Australoid Race - The First Americans?

The First Americans?

Skulls of peoples with Australoid morphologies have been found in the Americas, leading to speculation that peoples with phenotypical similarities to modern Australoids may have been the earliest occupants of the continent. These have been termed by some Pre-Siberian American Aborigines. If this theory is correct, it would mean that some Proto-Australoids continued the Great Coastal Migration beyond Southeast Asia along the continental shelf north in East Asia and across the Bering land bridge, reaching the Americas about 52,000 BCE.

Christy Turner notes that "cranial analyses of some South American crania have suggested that there might have been some early migration of "Australoids." These early Americans left signs of settlement in Brazil which may date back as many as 50,000 years ago. However, Turner argues that cranial morphology suggests "Sinodonty" in all the populations he has studied.

One of the earliest skulls recovered by archaeologists is a specimen named Luzia. According to archaeologist Walter Neves of the University of São Paulo, Luzia's Paleo-Indian predecessors lived in South East Asia for tens of thousands of years, after migrating from Africa, and began arriving in the New World, as early as 15,000 years ago. Some anthropologists have hypothesized that Paleo-Indians migrated along the coast of East Asia and Beringia in small watercraft, before or during the last Ice Age.

Neves' conclusions have been challenged by research done by anthropologists Rolando Gonzalez-Jose, Frank Williams and William Armelagos who have shown in their studies that the cranio-facial variability could just be due to genetic drift and other factors affecting cranio-facial plasticity in Native Americans.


▶ HOW TO COMPLETE THIS TASK: Scan the entries for lines with the word "each", then copy those lines.

START LISTED RECORDS

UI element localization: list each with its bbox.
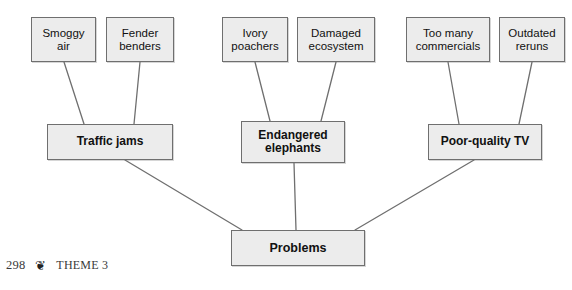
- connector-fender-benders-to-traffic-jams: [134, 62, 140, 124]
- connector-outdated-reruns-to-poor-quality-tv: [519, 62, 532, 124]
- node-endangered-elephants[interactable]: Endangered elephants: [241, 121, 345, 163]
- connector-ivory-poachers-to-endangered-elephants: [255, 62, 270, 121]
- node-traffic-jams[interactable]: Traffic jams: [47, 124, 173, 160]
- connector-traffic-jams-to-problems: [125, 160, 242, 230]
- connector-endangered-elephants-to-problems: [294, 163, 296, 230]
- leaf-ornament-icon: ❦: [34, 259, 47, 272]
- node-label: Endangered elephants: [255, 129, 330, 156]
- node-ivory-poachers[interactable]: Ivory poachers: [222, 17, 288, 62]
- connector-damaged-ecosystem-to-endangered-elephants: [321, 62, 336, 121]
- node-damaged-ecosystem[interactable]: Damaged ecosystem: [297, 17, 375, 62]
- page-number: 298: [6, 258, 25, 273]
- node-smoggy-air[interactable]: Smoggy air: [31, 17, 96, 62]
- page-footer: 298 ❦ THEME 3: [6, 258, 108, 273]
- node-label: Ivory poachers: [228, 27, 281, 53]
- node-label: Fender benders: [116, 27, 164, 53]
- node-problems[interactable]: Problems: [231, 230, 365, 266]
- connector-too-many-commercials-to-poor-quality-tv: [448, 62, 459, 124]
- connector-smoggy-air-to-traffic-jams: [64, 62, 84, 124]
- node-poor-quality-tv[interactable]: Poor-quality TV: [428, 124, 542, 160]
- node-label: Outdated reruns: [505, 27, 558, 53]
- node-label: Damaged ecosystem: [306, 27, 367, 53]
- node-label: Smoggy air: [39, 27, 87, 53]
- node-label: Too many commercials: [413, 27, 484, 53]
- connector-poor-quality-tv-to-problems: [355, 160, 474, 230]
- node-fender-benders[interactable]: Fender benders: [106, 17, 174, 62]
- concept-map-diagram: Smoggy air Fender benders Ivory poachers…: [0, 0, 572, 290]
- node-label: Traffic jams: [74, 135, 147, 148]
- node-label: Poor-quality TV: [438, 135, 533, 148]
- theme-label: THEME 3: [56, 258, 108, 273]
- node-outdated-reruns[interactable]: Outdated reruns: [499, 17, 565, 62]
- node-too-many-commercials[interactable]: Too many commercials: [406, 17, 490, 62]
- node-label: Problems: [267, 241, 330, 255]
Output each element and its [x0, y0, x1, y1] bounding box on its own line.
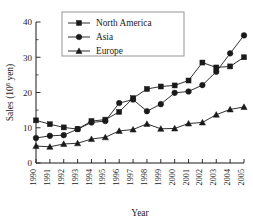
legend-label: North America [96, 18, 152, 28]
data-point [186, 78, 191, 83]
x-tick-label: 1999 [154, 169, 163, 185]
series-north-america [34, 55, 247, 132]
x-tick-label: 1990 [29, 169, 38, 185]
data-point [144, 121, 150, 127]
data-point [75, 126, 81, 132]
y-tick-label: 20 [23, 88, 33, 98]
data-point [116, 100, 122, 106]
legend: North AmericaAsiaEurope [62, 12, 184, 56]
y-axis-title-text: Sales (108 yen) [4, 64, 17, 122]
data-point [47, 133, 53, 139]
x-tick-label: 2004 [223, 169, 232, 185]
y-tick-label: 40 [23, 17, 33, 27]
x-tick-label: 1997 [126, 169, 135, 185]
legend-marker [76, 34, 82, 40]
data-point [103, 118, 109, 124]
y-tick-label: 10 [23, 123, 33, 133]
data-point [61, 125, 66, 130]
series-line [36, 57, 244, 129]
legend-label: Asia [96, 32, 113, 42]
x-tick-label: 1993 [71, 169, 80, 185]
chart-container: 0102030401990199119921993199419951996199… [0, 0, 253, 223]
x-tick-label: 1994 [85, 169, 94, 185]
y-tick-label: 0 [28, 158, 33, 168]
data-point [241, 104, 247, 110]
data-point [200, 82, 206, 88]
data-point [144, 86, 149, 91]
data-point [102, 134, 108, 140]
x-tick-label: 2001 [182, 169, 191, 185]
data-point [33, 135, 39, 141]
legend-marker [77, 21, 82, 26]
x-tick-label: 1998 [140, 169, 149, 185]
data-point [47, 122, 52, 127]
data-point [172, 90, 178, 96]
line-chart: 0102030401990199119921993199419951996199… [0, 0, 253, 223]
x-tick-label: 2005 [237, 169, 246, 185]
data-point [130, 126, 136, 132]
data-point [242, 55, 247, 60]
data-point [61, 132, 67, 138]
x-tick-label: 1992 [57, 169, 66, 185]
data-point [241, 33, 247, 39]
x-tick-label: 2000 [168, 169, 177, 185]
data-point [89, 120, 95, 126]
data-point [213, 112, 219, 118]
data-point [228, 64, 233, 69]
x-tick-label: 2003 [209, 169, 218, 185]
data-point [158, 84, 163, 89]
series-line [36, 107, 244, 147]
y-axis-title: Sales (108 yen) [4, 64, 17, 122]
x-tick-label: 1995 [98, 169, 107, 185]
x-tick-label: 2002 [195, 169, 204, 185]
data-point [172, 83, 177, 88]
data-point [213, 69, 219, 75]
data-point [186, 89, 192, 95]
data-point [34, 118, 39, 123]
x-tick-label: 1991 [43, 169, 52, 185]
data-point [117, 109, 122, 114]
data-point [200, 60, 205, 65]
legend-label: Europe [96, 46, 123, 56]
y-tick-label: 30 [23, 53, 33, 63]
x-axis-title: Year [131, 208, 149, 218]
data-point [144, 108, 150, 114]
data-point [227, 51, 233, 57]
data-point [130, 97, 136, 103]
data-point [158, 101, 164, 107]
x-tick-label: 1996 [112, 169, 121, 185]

END LISTED RECORDS

▶ REPLY TO THE EXERCISE:
UI element localization: list each with its bbox.
Output each element and its [x0, y0, x1, y1] bounding box on its own line.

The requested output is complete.